Considering the Vexing Philosophical Paradox of Dressing Up Like Billy Yank & Johnny Reb
Apparently historical reenacting is on people’s minds. Wendi Kaufman (everyone’s Happy Booker) reported on the hobby’s Revolutionary War iteration in Friday’s Washington Post. “We choreograph it, time it, and most importantly, we try to keep it as authentic as possible,” offered Carl Gnam of the First Virginia Regiment, tying into a neat little bow the vexing philosophical paradox of “living history.” Only when an event goes horribly wrong—people die, but they die in the wrong place and at the wrong time—would anything much resemble actual history. “It was a goatfuck,” a disgruntled Special Forces guy, fresh from some outing in Afghanistan, told Seymour Hersh in The New Yorker a few years ago. He was employing hot-off-the-presses military slang to express what is, in fact, a common occurrence in life & war: everything that could have gone wrong done went wrong.
But I am altogether too cynical about reenacting (thankfully, not quite as cynical as Mr. Bad News Hughes). It helps to remind myself how much I once loved it.
The other night, I confessed my own prima-donna credentials—and honestly, for a couple of years in junior high and high school, I was a beautiful Johnny Reb. I was hardcore. I was virulently anti-Farb. Someone might come up to me and say, “Jesus, son. You look like something that crawled into a barn and died.” And I was in heaven. All that paper-route money spent on what amounted to rags, really, and for me it all wargasmically paid off. I came home once after a weekend in the field, mud-caked & grease-smeared & let’s face it a little poopy-smelling, and my grandmother just cried. She wept, God bless her. Which is exactly what I was going for.
Finally, something I was good at.
So tonight I went and found Tony Horwitz’s Confederates in the Attic on my bookshelf; I remembered a particularly good chapter on reenactors. Sure enough: “A Farb of the Heart.” (Farb, by the way, is reenactor slang for all things inauthentic.) I’ve not always been impressed with Horwitz’s books (I thought Baghdad without a Map to be particularly slight), but here he really nails the hobby. For instance, he perfectly captures its cliquishness: the overweight, middle-aged farbs wearing second-hand work boots and puffing innocently on Marlboros; the hardcores who feel “that crowds of spectators interfered with an authentic experience of combat”; the civilian sutlers, nurses, and Lee & Lincoln impersonators; the few embittered ex-Real Deal guys who like to massage their tattoos and grouse, “Just like the real military—a continual fucking screw-up”—everyone distrusting everyone else.
There’s the phenomenon of way too many people (including yours truly) wanting to be Confederate: “When I play Northern, I feel like the Russians in Afghanistan,” a guy from freaking New Jersey explained. (This was pre-9/11, of course. Would he now say that he feels like the Marines in Fallujah?) There’s the usual griping over who has to die in battle. There’s the mind-blowing romanticization of everything, right down to Hello: “It’s an era lost that we’re trying to recapture,” a woman washing clothes in a tub told Horwitz. “Men were men and women were women. It was less complicated.” When a guy ambles past and says, “Evening, ma’am,” the woman practically faints at how Gone with the Wind it all is. “See what I mean? No one’s that polite in real life any more.”
This is where reenacting starts to make me cranky. I’m prone to exactly the sort of snobbishness that got Garrison Keillor all het up over BHL, and, perhaps because of this, I find it absolutely intolerable (to David Foster Wallace’s editor: why not assign a cruise essay to someone who doesn’t despise cruises and the nice people who go on them?). But really—what the fucking hell is wrong with these people?! People are still polite! And today, we get the added bonus of NOT mowing each other down by the hundreds of thousands on backyard battlefields!
One objection to what I found in Horwitz: An accountant from Connecticut who was nevertheless “fighting” for the South argues, “We’re not here to debate slavery or states’ rights. We’re here to preserve the experience of the common soldier, North and South.” That’s mostly true, but the guys in my unit debated states’ rights endlessly. They honestly believed the North was wrong. They honestly believed the Civil War had nothing to do with slavery. This was hard to take, even in junior high school. “I hate to call it a hobby,” continues the accountant, “because it’s so much more than that. We’re here to find the real answers, to read between the lines in the history books, and then share our experience with the spectators.”
Real answers? There’s a mystical element to reenacting, but I don’t get it. These guys—the hardcore ones, anyway—know their history chapter and verse. But it’s micro-history. They know their shirt buttons. The real answers—whatever those are—can’t be found in shirt buttons I don’t think.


> THE PROBLEM: List each line of the data in which the string "structured" appears.

==========

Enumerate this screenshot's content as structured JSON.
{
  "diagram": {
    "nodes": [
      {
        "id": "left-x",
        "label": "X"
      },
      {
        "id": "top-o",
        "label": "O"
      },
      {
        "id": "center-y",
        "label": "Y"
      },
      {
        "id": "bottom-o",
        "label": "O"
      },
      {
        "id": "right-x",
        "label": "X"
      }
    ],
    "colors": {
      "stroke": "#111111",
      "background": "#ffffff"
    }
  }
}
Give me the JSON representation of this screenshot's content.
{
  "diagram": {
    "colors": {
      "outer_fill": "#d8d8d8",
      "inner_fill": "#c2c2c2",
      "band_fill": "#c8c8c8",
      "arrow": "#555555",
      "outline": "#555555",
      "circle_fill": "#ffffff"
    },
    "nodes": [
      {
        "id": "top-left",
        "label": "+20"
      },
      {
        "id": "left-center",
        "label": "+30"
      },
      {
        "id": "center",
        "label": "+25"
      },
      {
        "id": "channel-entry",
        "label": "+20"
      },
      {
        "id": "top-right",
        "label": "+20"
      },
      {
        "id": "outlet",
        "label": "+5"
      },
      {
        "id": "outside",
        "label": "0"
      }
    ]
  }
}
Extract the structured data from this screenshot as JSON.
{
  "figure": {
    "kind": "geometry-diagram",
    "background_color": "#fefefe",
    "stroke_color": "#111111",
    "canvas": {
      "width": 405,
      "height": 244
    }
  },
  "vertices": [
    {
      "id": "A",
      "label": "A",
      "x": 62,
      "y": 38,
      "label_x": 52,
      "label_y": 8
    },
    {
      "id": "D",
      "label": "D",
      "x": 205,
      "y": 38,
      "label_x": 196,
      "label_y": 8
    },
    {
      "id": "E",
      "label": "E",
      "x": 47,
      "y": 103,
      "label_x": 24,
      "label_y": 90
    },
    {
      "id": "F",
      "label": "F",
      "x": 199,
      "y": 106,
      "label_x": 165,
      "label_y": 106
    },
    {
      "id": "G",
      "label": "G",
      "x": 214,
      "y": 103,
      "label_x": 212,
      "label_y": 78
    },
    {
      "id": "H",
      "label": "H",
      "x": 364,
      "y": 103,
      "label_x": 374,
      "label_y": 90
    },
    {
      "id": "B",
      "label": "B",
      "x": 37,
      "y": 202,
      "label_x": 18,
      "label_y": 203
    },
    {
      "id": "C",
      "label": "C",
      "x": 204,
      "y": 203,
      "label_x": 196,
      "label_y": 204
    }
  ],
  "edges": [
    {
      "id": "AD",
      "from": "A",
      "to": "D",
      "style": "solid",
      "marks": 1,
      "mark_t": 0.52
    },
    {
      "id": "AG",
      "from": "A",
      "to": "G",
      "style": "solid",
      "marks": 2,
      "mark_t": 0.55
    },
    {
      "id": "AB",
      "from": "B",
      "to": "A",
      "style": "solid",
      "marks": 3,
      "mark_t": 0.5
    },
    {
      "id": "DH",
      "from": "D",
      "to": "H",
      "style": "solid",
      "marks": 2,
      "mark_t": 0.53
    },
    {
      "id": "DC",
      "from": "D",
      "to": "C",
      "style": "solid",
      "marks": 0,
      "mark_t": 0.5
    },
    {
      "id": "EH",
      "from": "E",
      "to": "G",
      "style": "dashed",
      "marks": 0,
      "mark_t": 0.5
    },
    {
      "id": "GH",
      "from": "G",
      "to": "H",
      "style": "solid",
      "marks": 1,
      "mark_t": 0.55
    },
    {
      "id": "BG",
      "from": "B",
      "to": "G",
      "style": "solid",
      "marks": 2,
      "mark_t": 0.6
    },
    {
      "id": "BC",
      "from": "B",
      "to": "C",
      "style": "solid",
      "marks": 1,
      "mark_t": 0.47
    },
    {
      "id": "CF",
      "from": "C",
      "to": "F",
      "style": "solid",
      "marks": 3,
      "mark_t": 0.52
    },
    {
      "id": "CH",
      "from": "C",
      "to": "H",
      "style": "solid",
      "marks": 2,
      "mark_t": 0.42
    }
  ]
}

==========

> PROBLEM SOLUTION:
Enumerate this screenshot's content as structured JSON.
Extract the structured data from this screenshot as JSON.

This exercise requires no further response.